Google has not done so well with its messaging strategy. Although Facebook and Apple have created messaging platforms that have become essential to both users and businesses, Google has developed a number of applications (Buzz, Wave, Allo, Hangouts) that have not performed as well as expected.
Recently, however, the company seems to have made a different decision: Go to RC.
Until now we knew RCS, a new telecommunications standard that is supposed to save old text messages from the flip-phone era.
The new RCS telecommunications standard stands for Rich Communication Services and comes with state-of-the-art messaging features such as reading receipts, typing display and verified business profiles.
In other words, it looks and feels like iMessage or WhatsApp, but it works through the mobile network instead of the internet, SMS la SMS.
Over the past year, Google seems to be leading the way in a global campaign to persuade mobile operators to support RCS and thus to be ahead of its competitors in messaging with the new standard.
Eventually she seems to take matters into her own hands.

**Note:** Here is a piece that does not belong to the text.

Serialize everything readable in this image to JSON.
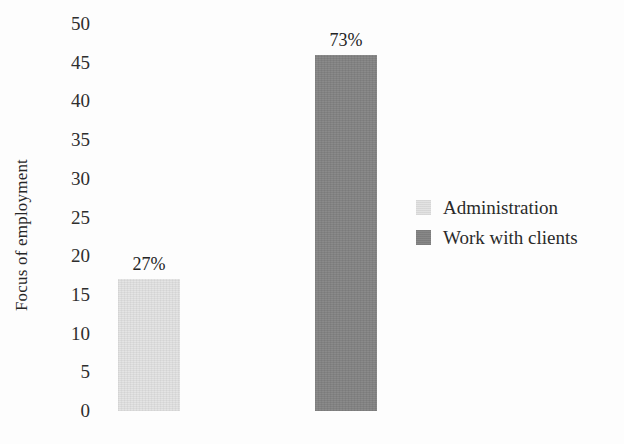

Android users in France and the United Kingdom (and elsewhere soon) will now be able to opt for RCS services provided directly by Google instead of waiting for local mobile providers to turn the switch.
While this may sound like a very small development to the ten-year-old RCS, it is actually a "huge change in strategy," as The Verge puts it: it's not that Google got an iMessage-equivalent service for Android users, but it is very close.
Google's gambit solves one of the major obstacles to the success of RCS, which so far depends on global mobile operators and device manufacturers. The other obstacle is even greater.
Unlike WhatsApp, iMessage and other Internet chat (OTT) applications, such as Telegram and Signal, the RCS standard does not have end-to-end encryption, a fact that Amnesty International pointed out on Google since last year.
For users interested in privacy, end-to-end encryption is essential on the table, as Mary Meeker has shown in its latest report on internet trends.
The good news is that Google seems to be getting end-to-end encryption. Sanaz Ahari, product manager for Android messaging, assured The Verge that the company is determined to find a solution.
The company's voice messaging strategy is ubiquitous and comprehensive, with AI (Google Assistant, Google Duplex) and hardware (Google Home).
What's missing is a good template, and Google may already have it.